What experience do you want prospects to feel with your brand? If their first impression and experience are pushy sales and annoying “drips” you can kiss that prospect goodbye forever. In addition, they will tell people to avoid you if they’re ever asked about a referral for what you sell.

 

Proof Drip Campaigns and Marketing Funnels Can Hurt Your Business

If done right, marketing campaigns and workflow systems can help your business and streamline nurturing your subscribers and potential customer/client base. Done wrong like so many I’ve seen (and experienced), you not only get a large amount of unsubscribes, you’ve shown you’re the pushy used car salesperson. Some people will even get annoyed enough to mark you as spam. That goes against your digital reputation and can get your emails/domain on the blacklist for mail servers. Be careful who you listen to about your marketing. When you annoy people and they are ready to buy what you’re selling, they’re not going to buy from you.

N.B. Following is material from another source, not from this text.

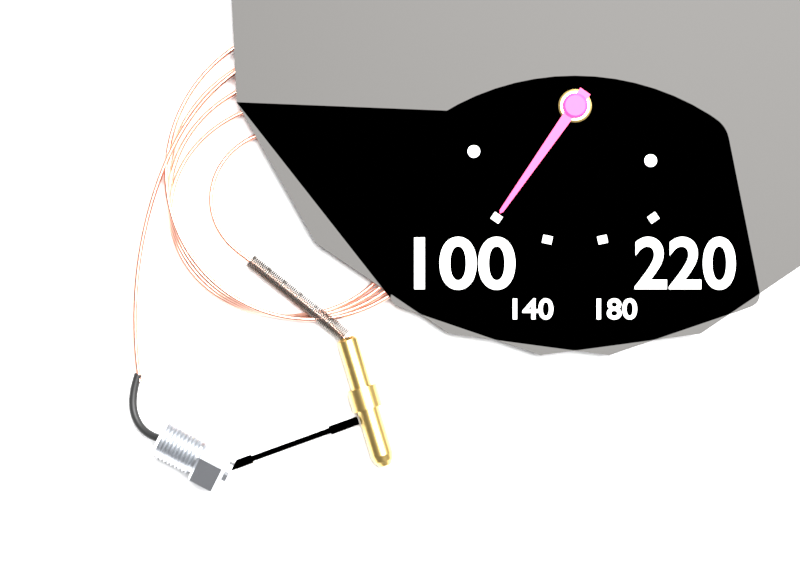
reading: 100 (no unit)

A recent study was done by SlickText showing the main reasons people unsubscribe. If you guessed it’s being contacted too much, you guessed right. The survey specifically asked about covid habits, however, their past research and that of others indicate this is true no matter if there’s a pandemic or if things are rosy.

 

Study on why drip and funnel campaigns can hurt your business

 

Know Your Audience

If you look at the rest of the survey responses, you’ll see more of what I recommend my clients don’t do in their digital marketing.

If your ideal customer base is more concerned with integrity, quality, and expertise, don’t send them a discount code or limited-time offer campaign.

Unless you are selling something to do with politics (or refuse to work with people “on the other side”), avoid politically slanted language in your marketing.

Long copy “squeeze pages” are out. Don’t make people read a long-drawn-out email or landing page before you get to the point.

Don’t buy other people’s lists or cold market to people who have not granted permission to contact them.

Make your emails personal and make sure you never send out an email that shows “Hey <first name>,” both parts of that are cringe-worthy.

If you’re marketing to a demographic that is easily influenced and susceptible to typical marketing tactics of the average person, those mainstream marketing and sales tactics may work well for you. If you’re marketing about an easy fix that will appeal to people in their desperation, the funnels and drips may work. But if your ideal clients are busy people with a higher sophistication and intelligence, do not use mainstream marketing tactics.

 

What’s Better Than Using Marketing Funnels and Drip Campaigns?

The quick answer is high-quality content that is written for your ideal clients and audience.

When we asked, “Have you ever purchased something from a company after reading a blog post from them?”, a whopping 56% said, “Yes.”

blog posts convert to sales 56%

The type of clients we work with deal with people who are busy, sophisticated, and hate to be sold to. I recommend you write about issues your clients have and talk about your solutions to your audience’s needs. Write about what is important to them and share ideas or insights they will find fascinating, useful, or to add to their knowledge or skill base. Give them an addition to their bag of tricks that might come in handy.

Share something that will make their personal or professional life easier. But by all means, do not annoy them and insult their intelligence with sleazy marketing tactics meant for infomercials.

Show up when they need you by having the answers when they search or when they ask around, people will recommend you from reading your content. Wouldn’t it be great if your post, podcast, book, or video was the source of a referral? Imagine someone saying, “I was referred by a friend that read your post about XYZ and shared it with me. I took a look around your website and love your approach.” That is one part of the strategy for bringing clients to you.

And, of course, high-quality SEO is better than using drip campaigns and marketing funnels for our clients and quite possibly for you if you’ve read this far.